Go back and work with other maids together!
The noon is coming with its shivering light.
Or go into your garden and see whether
Your green egg-plants have ripened overnight.

 

But, laughing, from the prudent words she flees,
Around her supple throat her two hands tying;
The playful breeze rolls himself round her knees,
And makes a noise like silken ribbons flying;

 

The vegetable balm which round her floats
With honey light her yielding soul endues;
She walks through fields of undulating oats,
And sits down by a pool whose waters muse.

 

Eager to blend with summer's glorious day,
The tufted peony and windflower pied
Swoon with desire, and seem to cast away
Their cowardly corollas opened wide.

 

What silent, palpitating odours dart
Around your feet, what god an ambush weaves,
Bittô?

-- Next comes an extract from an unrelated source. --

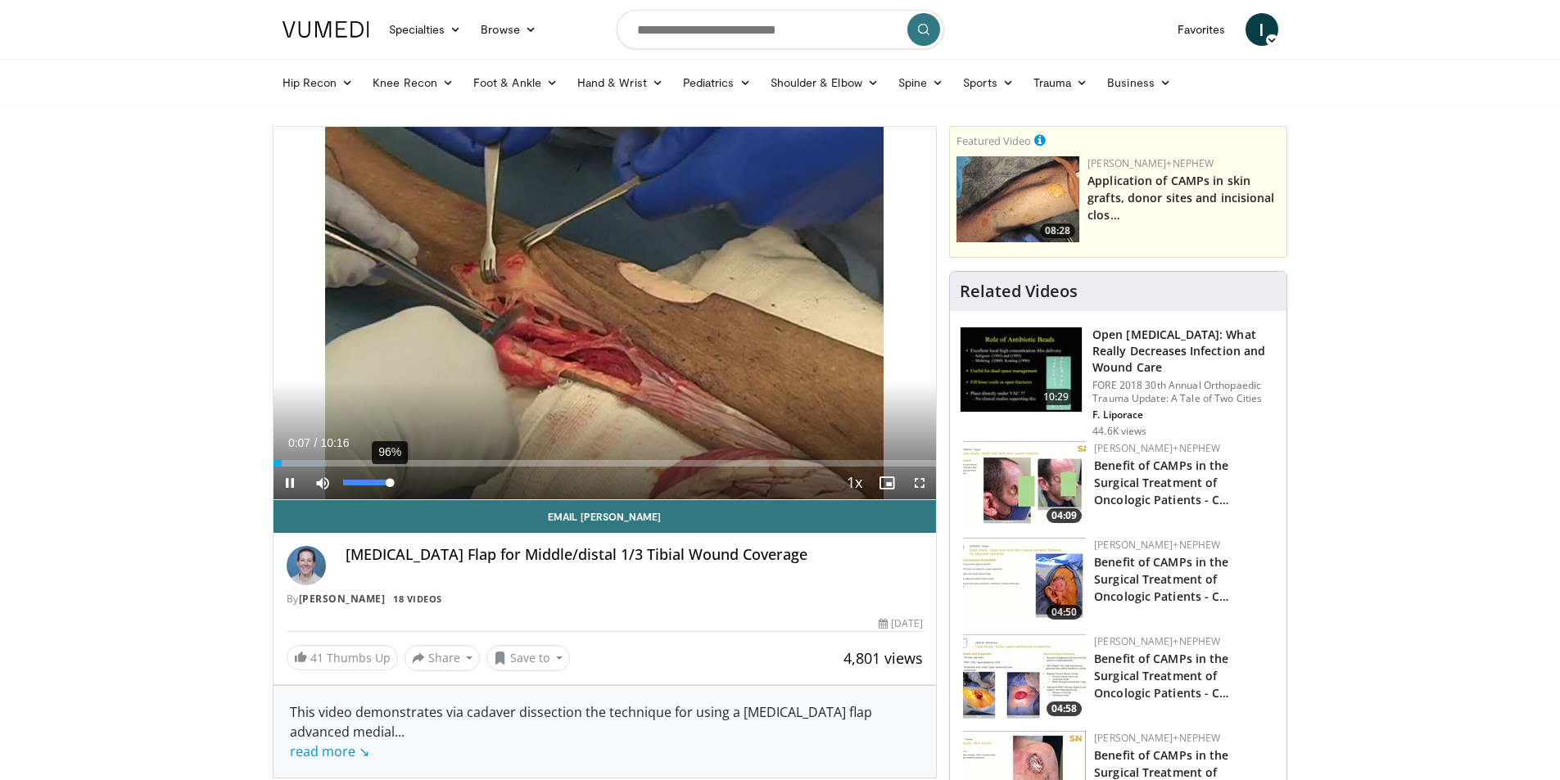 The height and width of the screenshot is (780, 1560). I want to click on video-js: Video Player, so click(605, 314).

The sun matures and swells your heart;
Your heart is trembling like a bush of leaves.

 

Down the hillside where currants glimmer blue,
Here Crito brings his goats to the drinking pool,
And in the shade of leaves sees Bittô, who
Is puffing up her cheeks with water cool.

 

He hath approached her, saying: "Bittô, take
This cup that I have carved with tendril shoots
And curling vine-leaves, and this white cheese-cake,
And this cane-basket where I keep my fruits."

 

He swears her oaths now timid and now bold,
He seizes, presses her, he cannot speak . . .
--And Bittô, tired and feeble in his hold,
Lies in his arms and kiss him his cheek.

* * * * *

After the acrid union O how grave
And pale she is, confused and full of terror!
--Bittô, you know not what mad impulse drave
Your heart into irreparable error.

 

The heavy kiss by poets celebrated
Brings to the ill you suffer from no ease;
Your language came from the green season sated
With scent of turpentine and mulberry trees.

 

Thinking to ease your unknown torment, springing
From all fermenting things the earth that litter
Imprudently your arms you would be flinging
Round the young goatherd's neck whose kiss is bitter;

 

Loving the laughing day and light, you thought
That you could ease upon his lips, that lie,
And speak in frenzy great words full of naught,
Your desire of air and flowers and waters shy;

 

O Bittô, it is not for some chance comer
That with the stress of fever your heart pines!
--The lover that you needed was the summer,
Sated with scents and aromatic vines!